A modern asylum: the Worcester Recovery Center and Hospital
Dear Pete,
Why not bring back a state hospital system where clients have a safe place to live, can progress, work, and receive compensation? Involve patients rights groups, and THROW AWAY the “our pill can cure everyone” lie bought by Congress and even the Surgeon General. Big Pharma sure sold us the Brooklyn Bridge and we have paid way too much for it. Our loved ones still are paying for it.
“There used to be state hospitals. some better than others. I can only cite the old Napa State Hospital in California. It used to be where individuals could stabilize in locked units (for their safety and other’s). As they became more stable, they moved to less restrictive units where they could gain employment or move into the community. As they continued on their recovery path, they could get housing in the community. At one point, the hospital had a working farm where individuals could work, including a dairy, garden, etc. This community had their own coin laundry, canteen, salon, a lake you could walk to and sit by, tennis courts….and a general post office, all on grounds.

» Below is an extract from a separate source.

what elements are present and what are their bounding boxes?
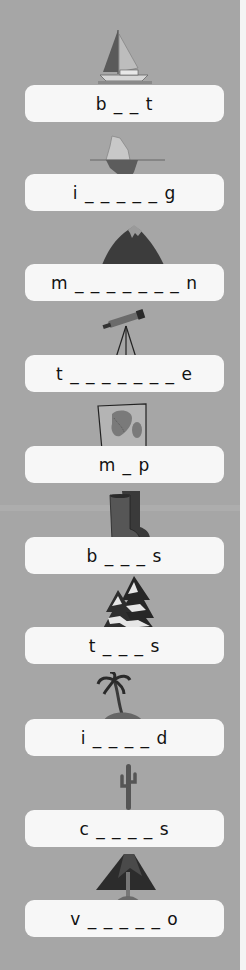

“I worked there, long after it ceased to be a working and partially self-sustaining entity. By then the ‘patients’ had nothing to look forward to, nothing to increase their self-esteem, nothing but the same daily routine every day. If they did improve and work, they had to be paid minimum wage but many were not reliable, not fire-able, in short, everyone lost.”

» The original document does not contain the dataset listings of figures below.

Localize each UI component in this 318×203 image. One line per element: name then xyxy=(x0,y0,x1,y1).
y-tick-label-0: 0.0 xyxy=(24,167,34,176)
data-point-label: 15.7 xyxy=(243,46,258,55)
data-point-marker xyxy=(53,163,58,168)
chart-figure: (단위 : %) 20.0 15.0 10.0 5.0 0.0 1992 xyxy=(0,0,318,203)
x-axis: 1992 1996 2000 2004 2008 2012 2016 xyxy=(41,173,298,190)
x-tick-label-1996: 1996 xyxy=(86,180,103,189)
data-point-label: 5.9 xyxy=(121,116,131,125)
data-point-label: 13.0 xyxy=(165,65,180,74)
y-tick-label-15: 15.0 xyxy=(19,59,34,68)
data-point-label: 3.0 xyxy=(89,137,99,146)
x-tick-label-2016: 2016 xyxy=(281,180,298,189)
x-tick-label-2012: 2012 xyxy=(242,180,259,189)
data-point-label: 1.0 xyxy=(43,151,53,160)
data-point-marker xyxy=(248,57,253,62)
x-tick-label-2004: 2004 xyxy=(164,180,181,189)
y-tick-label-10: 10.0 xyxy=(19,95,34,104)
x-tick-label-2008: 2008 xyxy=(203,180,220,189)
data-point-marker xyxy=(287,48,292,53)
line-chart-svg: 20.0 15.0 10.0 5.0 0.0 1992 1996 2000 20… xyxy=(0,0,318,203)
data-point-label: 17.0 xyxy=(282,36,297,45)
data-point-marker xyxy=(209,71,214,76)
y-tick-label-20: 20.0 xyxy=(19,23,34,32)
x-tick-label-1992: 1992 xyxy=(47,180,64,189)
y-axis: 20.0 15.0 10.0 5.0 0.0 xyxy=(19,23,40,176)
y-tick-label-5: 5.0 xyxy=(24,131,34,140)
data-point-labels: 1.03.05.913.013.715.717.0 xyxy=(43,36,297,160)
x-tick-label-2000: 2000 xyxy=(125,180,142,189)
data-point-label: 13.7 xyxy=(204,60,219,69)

Sincerely, Vickie Williams, wife, mother, daughter, Psychiatric Tech, BSN/RN retired.
Why does talk about bringing back state hospitals make me nervous?
I suggested in my book, CRAZY: A Father’s Search Through America’s Mental Health Madness, that we needed to reconsider shuttering state hospitals.
I am in favor of repealing the IMD Exclusion that prevents most psychiatric facilities from getting Medicaid if they have more than 16 beds. We are in the midst of a national psychiatric bed shortage. As was pointed out last week in a Manhattan Institute analysis, it’s obvious that many individuals with serious mental illnesses, such as schizophrenia, are not getting treatment in community settings because they need longer term care. Plus, a lack of long-term beds contributes to jails and prisons housing individuals whose only real crime is that they got sick.